Putting further weight behind hyperbolic discounting, which says that people value their current selves more than their future selves, being better utilised to increase super contributions, Vision Super’s ‘Save more later’ program is seeing growing interest from local governments.
The program was first approved in an enterprise agreement by Fair Work in October last year, for the Mount Alexander Council Shire. Since then, three further councils and Goulburn Valley Water have had the program approved, two councils are awaiting approval from Fair Work, and seven are negotiating new agreements which would include the program.
Under ‘Save more later’, employees would agree to sacrifice money from future pay rises into their superannuation, based on the above behavioural economics concept holding true.
Swan Hill Rural City Council chief executive, John McLinden, said that the organisation’s new enterprise agreement would see the employer superannuation contribution from the council increasing from 9.5 to 11 per cent over three years. Since the ‘Save more later’ program was introduced last year, 80 per cent of Vision Super employees at the council had stayed in the program.
Australian Ethical has named its new head of equities, who previously spent 12 years at Perpetual.
The country’s sovereign wealth fund has unveiled a flurry of changes to its leadership team, including the appointment of a key executive role.
With Damian Graham stepping into a new capacity within the $190 billion super fund ahead of his retirement, a global search is set to commence for his replacement.
Cbus has swiftly promoted Leigh Gavin to chief investment officer only months after naming him deputy, as the fund works towards growing in size and bringing its investment expertise in-house.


Exercise brief -
Go through the material and copy each line in which the word "Instructional" shows up.

● ● ● ● ● ● ●

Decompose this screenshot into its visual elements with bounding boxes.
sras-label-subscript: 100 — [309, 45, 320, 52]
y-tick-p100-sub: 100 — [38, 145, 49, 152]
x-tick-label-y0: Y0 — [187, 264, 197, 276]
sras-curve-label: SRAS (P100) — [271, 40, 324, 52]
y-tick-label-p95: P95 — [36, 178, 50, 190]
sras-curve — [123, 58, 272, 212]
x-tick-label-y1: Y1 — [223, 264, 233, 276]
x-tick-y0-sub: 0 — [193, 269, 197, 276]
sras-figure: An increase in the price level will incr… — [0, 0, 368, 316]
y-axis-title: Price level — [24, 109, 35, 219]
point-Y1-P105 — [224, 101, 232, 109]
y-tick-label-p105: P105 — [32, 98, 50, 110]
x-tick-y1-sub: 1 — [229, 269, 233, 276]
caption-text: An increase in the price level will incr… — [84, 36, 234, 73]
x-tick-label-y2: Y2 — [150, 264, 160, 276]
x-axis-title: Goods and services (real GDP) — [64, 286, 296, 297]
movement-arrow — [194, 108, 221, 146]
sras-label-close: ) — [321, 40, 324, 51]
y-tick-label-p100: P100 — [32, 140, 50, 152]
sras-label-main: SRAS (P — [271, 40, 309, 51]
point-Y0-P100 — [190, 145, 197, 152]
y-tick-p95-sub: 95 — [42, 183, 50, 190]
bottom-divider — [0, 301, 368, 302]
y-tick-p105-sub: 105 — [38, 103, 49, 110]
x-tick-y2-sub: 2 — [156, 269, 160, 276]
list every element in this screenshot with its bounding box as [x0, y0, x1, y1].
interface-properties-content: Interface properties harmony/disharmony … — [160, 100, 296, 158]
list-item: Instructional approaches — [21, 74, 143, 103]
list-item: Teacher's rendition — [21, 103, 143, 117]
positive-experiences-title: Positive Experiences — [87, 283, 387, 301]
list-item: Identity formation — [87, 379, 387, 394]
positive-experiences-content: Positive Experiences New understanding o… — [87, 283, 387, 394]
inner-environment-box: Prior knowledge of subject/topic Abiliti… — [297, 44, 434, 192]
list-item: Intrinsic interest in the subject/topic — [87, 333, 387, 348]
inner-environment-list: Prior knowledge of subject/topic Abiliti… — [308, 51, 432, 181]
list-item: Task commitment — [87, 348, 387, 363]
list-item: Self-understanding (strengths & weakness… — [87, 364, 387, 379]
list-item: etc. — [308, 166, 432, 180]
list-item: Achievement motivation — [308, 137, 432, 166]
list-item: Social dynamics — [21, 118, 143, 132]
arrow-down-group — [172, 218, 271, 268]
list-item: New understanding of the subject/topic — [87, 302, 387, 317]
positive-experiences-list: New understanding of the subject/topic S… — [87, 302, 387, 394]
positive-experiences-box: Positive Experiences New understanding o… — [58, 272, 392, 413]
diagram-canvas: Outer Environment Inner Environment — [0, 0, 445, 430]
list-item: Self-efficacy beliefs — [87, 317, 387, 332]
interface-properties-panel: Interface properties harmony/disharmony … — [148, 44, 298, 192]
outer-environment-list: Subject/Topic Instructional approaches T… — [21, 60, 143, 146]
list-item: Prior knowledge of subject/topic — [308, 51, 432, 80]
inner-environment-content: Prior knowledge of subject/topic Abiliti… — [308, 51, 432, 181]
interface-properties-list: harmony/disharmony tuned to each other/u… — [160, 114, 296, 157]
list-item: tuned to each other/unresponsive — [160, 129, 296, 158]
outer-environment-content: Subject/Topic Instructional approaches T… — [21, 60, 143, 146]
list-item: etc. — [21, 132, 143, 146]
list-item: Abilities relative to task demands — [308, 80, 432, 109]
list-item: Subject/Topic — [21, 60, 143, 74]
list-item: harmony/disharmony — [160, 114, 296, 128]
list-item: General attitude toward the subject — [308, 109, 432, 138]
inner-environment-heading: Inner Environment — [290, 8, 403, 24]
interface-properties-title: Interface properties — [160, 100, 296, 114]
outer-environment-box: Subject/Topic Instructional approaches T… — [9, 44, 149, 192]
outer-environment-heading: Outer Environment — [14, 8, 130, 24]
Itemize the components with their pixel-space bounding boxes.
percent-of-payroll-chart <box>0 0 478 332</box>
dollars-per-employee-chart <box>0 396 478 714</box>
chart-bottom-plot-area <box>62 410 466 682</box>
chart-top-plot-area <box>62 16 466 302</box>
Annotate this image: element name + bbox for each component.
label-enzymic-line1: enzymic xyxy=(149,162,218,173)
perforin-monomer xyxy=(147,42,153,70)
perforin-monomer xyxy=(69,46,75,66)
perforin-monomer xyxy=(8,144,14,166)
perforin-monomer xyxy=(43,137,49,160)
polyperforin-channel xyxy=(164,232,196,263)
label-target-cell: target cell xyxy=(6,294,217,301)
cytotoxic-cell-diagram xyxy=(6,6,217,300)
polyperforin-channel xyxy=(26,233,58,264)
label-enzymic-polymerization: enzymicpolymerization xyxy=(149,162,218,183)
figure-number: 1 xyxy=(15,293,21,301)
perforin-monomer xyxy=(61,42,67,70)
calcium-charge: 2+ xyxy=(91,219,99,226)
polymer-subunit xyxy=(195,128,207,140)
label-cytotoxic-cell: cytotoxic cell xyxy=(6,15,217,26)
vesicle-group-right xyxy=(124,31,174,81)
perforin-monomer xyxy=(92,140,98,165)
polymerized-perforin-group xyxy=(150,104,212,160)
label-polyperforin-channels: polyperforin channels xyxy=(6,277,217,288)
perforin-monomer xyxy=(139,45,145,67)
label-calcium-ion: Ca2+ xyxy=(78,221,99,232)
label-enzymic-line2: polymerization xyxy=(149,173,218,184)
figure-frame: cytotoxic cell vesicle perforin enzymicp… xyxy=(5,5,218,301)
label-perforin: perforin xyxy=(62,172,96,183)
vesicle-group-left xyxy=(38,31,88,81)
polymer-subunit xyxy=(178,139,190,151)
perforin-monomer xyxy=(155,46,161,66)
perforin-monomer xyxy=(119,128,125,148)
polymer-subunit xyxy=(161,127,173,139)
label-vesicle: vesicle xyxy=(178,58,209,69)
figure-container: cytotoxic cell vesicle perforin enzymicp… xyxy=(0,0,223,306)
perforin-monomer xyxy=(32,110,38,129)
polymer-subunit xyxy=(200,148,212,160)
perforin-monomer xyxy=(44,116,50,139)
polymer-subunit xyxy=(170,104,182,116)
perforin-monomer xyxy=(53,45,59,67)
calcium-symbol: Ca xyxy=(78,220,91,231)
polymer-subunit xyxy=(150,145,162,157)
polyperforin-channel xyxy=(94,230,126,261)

● ● ● ● ● ● ●

Answer section -
list-item: Instructional approaches — [21, 74, 143, 103]
outer-environment-list: Subject/Topic Instructional approaches T… — [21, 60, 143, 146]
outer-environment-content: Subject/Topic Instructional approaches T… — [21, 60, 143, 146]
outer-environment-box: Subject/Topic Instructional approaches T… — [9, 44, 149, 192]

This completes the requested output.